The Bank of England maintained interest rates at 5.25% at its May Monetary Policy Committee (MPC) meeting.
However, governor Andrew Bailey has signalled optimism that it may soon be able to cut rates, possibly in June.
Mr Hunt has warned against moving too quickly, saying he would “much rather they waited until they’re absolutely sure inflation is on a downward trajectory”.
The Chancellor, Jeremy Hunt, will join Nick Ferrari at Breakfast from 7am. Listen on Global Player, the official LBC app.
“What we want is sustainably low interest rates, and I think what’s encouraging is that the Bank of England governor, for the first time, has expressed real optimism that we’re on that path,” the Chancellor said.
The committee voted by a majority of seven to two to keep rates unchanged. Members Dave Ramsden and Swati Dhingra voted to cut rates by 0.25 percentage points.
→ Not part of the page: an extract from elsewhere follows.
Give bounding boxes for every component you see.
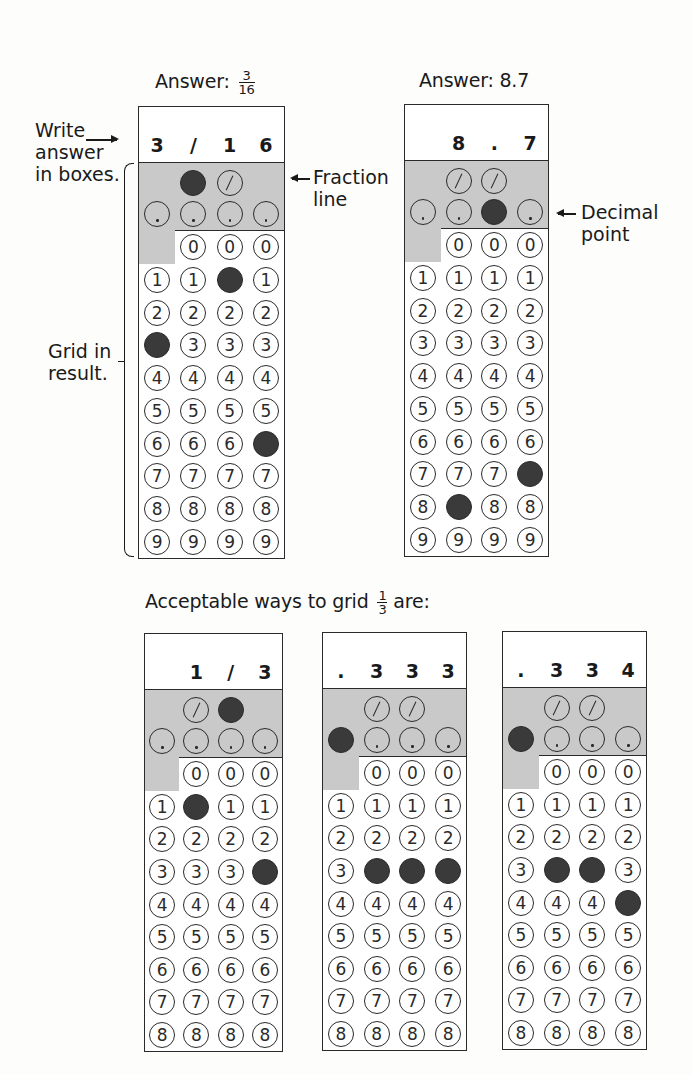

Mr Bailey said: "We've had encouraging news on inflation and we think it will fall close to our 2% target in the next couple of months.
"We need to see more evidence that inflation will stay low before we can cut interest rates. I'm optimistic that things are moving in the right direction."
Tom Swarbrick speaks to Liberal Democrat Treasury spokesperson
The MPC indicated it is still looking for more progress on factors including services inflation and wage growth, which have remained persistently high at about 6%, before cutting rates.
Inflation is expected to fall more than previously thought over the coming years, the Bank of England has projected, dropping below its 2% target to 1.5% in 2026.
Headline Consumer Price Index (CPI) inflation is expected to fall below the Bank's 2% target between April and June, but rise again to 2.6% in the second half of this year as the impact of recent drops in energy prices fades.
In the longer term, the Bank dropped its projections for CPI inflation to 2.25% for 2025 and 1.5% in 2026, down 0.25 and 0.5 percentage points respectively on February estimates.
The projection came in the Bank's May Monetary Policy Committee (MPC) report, which signalled optimism from recent falls in retail inflation.
The report said persistently high interest rates had helped push headline inflation down, as the MPC voted again to maintain rates at 5.25%.
The pound fell against the US dollar and euro after the Bank of England signalled growing support for an interest rate cut among policymakers.
Sterling fell 0.3% to 1.246 US dollars and was 0.2% lower at 1.161 euros.